All of a sudden she cracks him with a closed fist, a big ol’ strawberry popping up where she hit him on the cheek. Well, Bud doesn’t say a word, only grabs her arm and hauls her out the back door, her cussing and trying to kick him. Naturally, we all pile out of the joint to see what he’d do. All he did was smack her once, open hand, and then she goes into her purse, quick, like these greasers will do, and comes out with this little pocket knife which she sticks into his neck clear down to the handle. It’s stuck there like some dart lost its way during a bar game and he reaches up and plucks it out like it’s a mosquito just stung him. And laughs. Blood’s running down his neck tie-dying his white t-shirt and he just laughs.

The way he laughs freeze-dries her—you could just see that—just nails her to the spot, her face turned as white as first-date panties—even in the dark we could all see that—and she just turns and runs while he stands there grinning. Chilly.

Tough mother.

After that I made his acquaintance, talked to him once in a while. We got to be friends.

He had this old Studebaker Lark he fixed up so he could remove the steering wheel and steer with a control stick between his knees. His brothers helped him engineer the car in the body shop they were partners with their dad in.

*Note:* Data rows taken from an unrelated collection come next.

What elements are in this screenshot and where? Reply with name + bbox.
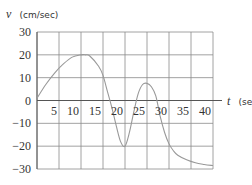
- x-tick-label: 30: [155, 104, 167, 118]
- y-tick-label: 0: [25, 94, 31, 108]
- x-axis-variable: t: [227, 94, 231, 108]
- x-tick-label: 15: [89, 104, 101, 118]
- x-tick-label: 20: [111, 104, 123, 118]
- x-tick-labels: 510152025303540: [51, 104, 211, 118]
- y-axis-variable: v: [6, 7, 12, 21]
- velocity-time-chart: 3020100−10−20−30 510152025303540 v (cm/s…: [0, 0, 252, 185]
- x-axis-label: t (sec): [227, 90, 252, 109]
- x-tick-label: 25: [133, 104, 145, 118]
- x-tick-label: 10: [67, 104, 79, 118]
- y-tick-label: 20: [19, 48, 31, 62]
- x-tick-label: 35: [177, 104, 189, 118]
- x-axis-unit: (sec): [238, 97, 252, 107]
- y-axis-label: v (cm/sec): [6, 3, 58, 22]
- y-tick-label: −20: [12, 139, 31, 153]
- y-tick-label: −30: [12, 162, 31, 176]
- x-tick-label: 40: [199, 104, 211, 118]
- y-tick-label: 30: [19, 25, 31, 39]
- y-tick-label: −10: [12, 116, 31, 130]
- axes: [37, 32, 222, 169]
- y-tick-labels: 3020100−10−20−30: [12, 25, 31, 176]
- x-tick-label: 5: [51, 104, 57, 118]
- y-axis-unit: (cm/sec): [19, 10, 58, 20]
- y-tick-label: 10: [19, 71, 31, 85]
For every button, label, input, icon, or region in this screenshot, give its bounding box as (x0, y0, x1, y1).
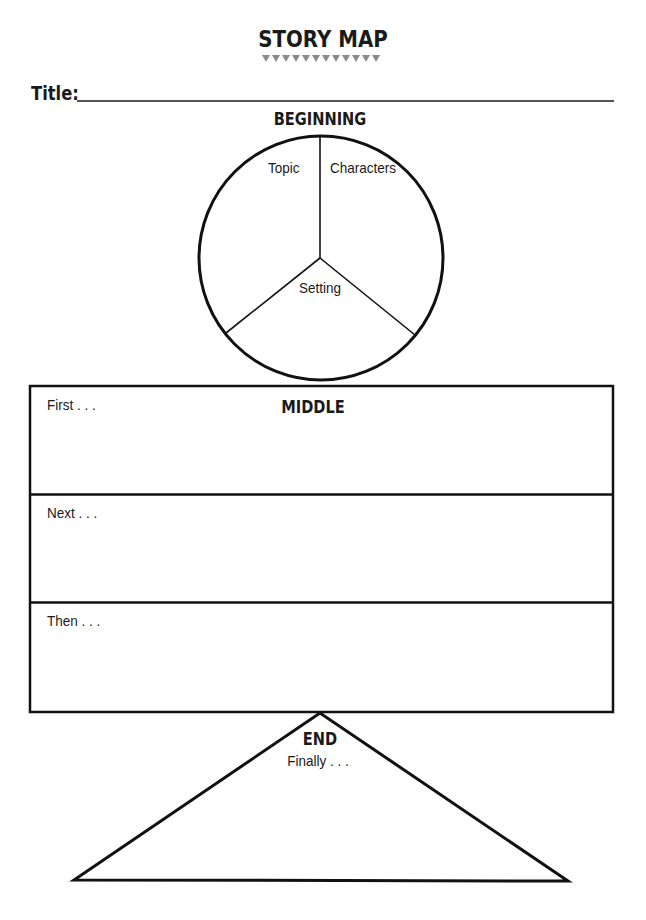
topic-area[interactable] (210, 185, 315, 305)
then-label: Then . . . (47, 612, 100, 629)
topic-label: Topic (268, 159, 300, 176)
characters-label: Characters (330, 159, 396, 176)
first-row-area[interactable] (33, 420, 610, 492)
end-heading: END (234, 729, 406, 749)
finally-area[interactable] (160, 780, 480, 875)
next-label: Next . . . (47, 504, 97, 521)
characters-area[interactable] (325, 185, 430, 305)
first-label: First . . . (47, 396, 96, 413)
then-row-area[interactable] (33, 636, 610, 710)
beginning-heading: BEGINNING (234, 109, 406, 129)
finally-label: Finally . . . (273, 752, 363, 769)
next-row-area[interactable] (33, 528, 610, 600)
middle-heading: MIDDLE (227, 397, 399, 417)
setting-area[interactable] (250, 300, 390, 370)
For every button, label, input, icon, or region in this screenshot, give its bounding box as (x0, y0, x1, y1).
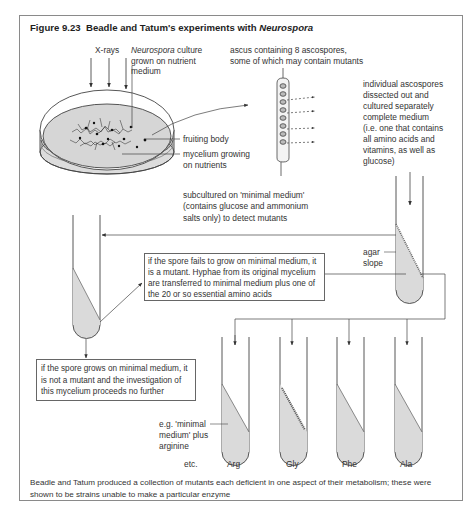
non-mutant-box-line: is not a mutant and the investigation of (41, 376, 181, 385)
individual-line: dissected out and (363, 90, 429, 100)
mycelium-label: mycelium growingon nutrients (183, 149, 250, 170)
example-line: arginine (159, 441, 189, 451)
ascus-label-line1: ascus containing 8 ascospores, (230, 45, 347, 55)
mutant-info-box: if the spore fails to grow on minimal me… (144, 253, 325, 301)
individual-line: individual ascospores (363, 79, 443, 89)
complete-medium-tube (396, 172, 423, 304)
culture-label-line3: medium (131, 66, 161, 76)
agar-line2: slope (363, 258, 383, 268)
ascus-label: ascus containing 8 ascospores,some of wh… (230, 45, 363, 66)
agar-slope-label: agarslope (363, 247, 383, 268)
mutant-box-line: is a mutant. Hyphae from its original my… (148, 268, 315, 277)
culture-label-rest: culture (175, 45, 202, 55)
mutant-box-line: the 20 or so essential amino acids (148, 290, 272, 299)
non-mutant-box-line: if the spore grows on minimal medium, it (41, 364, 188, 373)
etc-label: etc. (184, 459, 198, 470)
fruiting-body-label: fruiting body (183, 134, 229, 145)
petri-dish (40, 90, 174, 174)
individual-line: (i.e. one that contains (363, 123, 443, 133)
xrays-label: X-rays (95, 45, 119, 56)
subcultured-line: subcultured on 'minimal medium' (183, 190, 304, 200)
individual-line: cultured separately (363, 101, 434, 111)
subcultured-label: subcultured on 'minimal medium' (contain… (183, 190, 308, 224)
non-mutant-info-box: if the spore grows on minimal medium, it… (36, 359, 196, 401)
figure-caption: Beadle and Tatum produced a collection o… (30, 477, 450, 500)
subcultured-line: (contains glucose and ammonium (183, 201, 308, 211)
individual-line: all amino acids and (363, 134, 435, 144)
minimal-medium-tube (73, 215, 100, 339)
tube-label-phe: Phe (342, 459, 357, 470)
subcultured-line: salts only) to detect mutants (183, 213, 287, 223)
culture-label: Neurospora culturegrown on nutrientmediu… (131, 45, 202, 77)
tube-label-ala: Ala (400, 459, 412, 470)
dissection-arrows (287, 97, 315, 143)
example-label: e.g. 'minimal medium' plus arginine (159, 419, 208, 451)
example-line: e.g. 'minimal (159, 419, 206, 429)
individual-line: vitamins, as well as (363, 145, 435, 155)
agar-line1: agar (363, 247, 380, 257)
mutant-box-line: if the spore fails to grow on minimal me… (148, 257, 316, 266)
non-mutant-box-line: this mycelium proceeds no further (41, 387, 164, 396)
ascus-label-line2: some of which may contain mutants (230, 56, 363, 66)
culture-label-italic: Neurospora (131, 45, 175, 55)
individual-ascospores-label: individual ascospores dissected out and … (363, 79, 443, 167)
individual-line: complete medium (363, 112, 429, 122)
mutant-box-line: are transferred to minimal medium plus o… (148, 279, 315, 288)
mycelium-line1: mycelium growing (183, 149, 250, 159)
tube-label-arg: Arg (227, 459, 240, 470)
culture-label-line2: grown on nutrient (131, 56, 196, 66)
mycelium-line2: on nutrients (183, 160, 227, 170)
example-line: medium' plus (159, 430, 208, 440)
ascus (277, 68, 289, 176)
amino-acid-tubes (222, 337, 422, 466)
xray-arrows (91, 58, 126, 89)
tube-label-gly: Gly (286, 459, 299, 470)
individual-line: glucose) (363, 156, 395, 166)
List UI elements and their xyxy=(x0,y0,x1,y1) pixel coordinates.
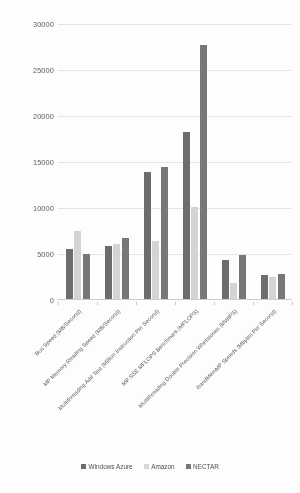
bar-groups xyxy=(58,24,292,300)
bar[interactable] xyxy=(239,255,246,300)
bar[interactable] xyxy=(269,277,276,300)
bar-group xyxy=(58,24,97,300)
legend-label: NECTAR xyxy=(193,463,219,470)
bar[interactable] xyxy=(152,241,159,300)
x-axis-tick xyxy=(97,302,98,305)
y-axis-tick-label: 30000 xyxy=(8,20,54,29)
bar[interactable] xyxy=(83,254,90,300)
bar[interactable] xyxy=(261,275,268,300)
bar-group xyxy=(97,24,136,300)
chart-legend: Windows AzureAmazonNECTAR xyxy=(0,463,300,470)
x-axis-label: MP Memory Reading Speed (MB/Second) xyxy=(41,308,120,387)
bar[interactable] xyxy=(74,231,81,300)
y-axis-tick-label: 15000 xyxy=(8,158,54,167)
bar[interactable] xyxy=(278,274,285,300)
x-axis-tick xyxy=(136,302,137,305)
x-axis-tick xyxy=(58,302,59,305)
legend-swatch-icon xyxy=(144,464,149,469)
y-axis-tick-label: 20000 xyxy=(8,112,54,121)
bar[interactable] xyxy=(105,246,112,300)
legend-swatch-icon xyxy=(81,464,86,469)
legend-swatch-icon xyxy=(186,464,191,469)
bar-group xyxy=(214,24,253,300)
plot-area xyxy=(58,24,292,300)
x-axis-tick xyxy=(292,302,293,305)
x-axis-labels: Bus Speed (MB/Second)MP Memory Reading S… xyxy=(58,302,292,452)
legend-label: Amazon xyxy=(151,463,174,470)
bar[interactable] xyxy=(183,132,190,300)
legend-item[interactable]: Windows Azure xyxy=(81,463,133,470)
bar[interactable] xyxy=(122,238,129,300)
bar-chart: 050001000015000200002500030000 Bus Speed… xyxy=(0,0,300,493)
bar[interactable] xyxy=(66,249,73,300)
bar-group xyxy=(175,24,214,300)
axis-baseline xyxy=(58,299,292,300)
y-axis-tick-label: 5000 xyxy=(8,250,54,259)
x-axis-tick xyxy=(253,302,254,305)
bar-group xyxy=(136,24,175,300)
bar[interactable] xyxy=(144,172,151,300)
y-axis-tick-label: 25000 xyxy=(8,66,54,75)
bar-group xyxy=(253,24,292,300)
bar[interactable] xyxy=(200,45,207,300)
x-axis-tick xyxy=(175,302,176,305)
bar[interactable] xyxy=(222,260,229,300)
legend-label: Windows Azure xyxy=(89,463,133,470)
bar[interactable] xyxy=(230,283,237,300)
x-axis-label: RandMemMP Speeds (Mbytes Per Second) xyxy=(194,308,276,390)
bar[interactable] xyxy=(191,207,198,300)
x-axis-tick xyxy=(214,302,215,305)
legend-item[interactable]: Amazon xyxy=(144,463,175,470)
y-axis-tick-label: 0 xyxy=(8,296,54,305)
bar[interactable] xyxy=(161,167,168,300)
x-axis-label: MP SSE MFLOPS Benchmark (MFLOPS) xyxy=(120,308,199,387)
legend-item[interactable]: NECTAR xyxy=(186,463,219,470)
bar[interactable] xyxy=(113,244,120,300)
y-axis-tick-label: 10000 xyxy=(8,204,54,213)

We’d get some unsuspecting dude in the car on the pretext of cruising and slamming down some cans of Drewrys, and after we’d killed a six-pack or two, head out west on Lincolnway out toward the airport where the houses thin out and the cornfields start. When we reached the country, right before the airport, Bud would get the Lark up to about eighty-five which was top end. They shoulda named that car the Cocker Spaniel it was such a pooch. Hell, the real lark, the bird, could outfly it with one wing broke. We always let the new guy sit in the front with Bud and I’d sit in the back. We’d roll down all the windows for effect, have the wind screaming in and Bud would start weaving back and forth crisscrossing the center line. He’d say he was dizzy, felt like passing out. All of a sudden, he’d pluck the wheel loose and hand it to the guy saying, “Oh, man, I’m going out. It’s all black. Here—you drive.” He’d punch the gas pedal down all the way as he slumped forward.

***

I parked the car about a block from Bud’s apartment and smoked four or five cigarettes. Different people strolled by giving me the once-over so I decided to go ahead and pick him up, ready or not. Turns out he’d been waiting for me.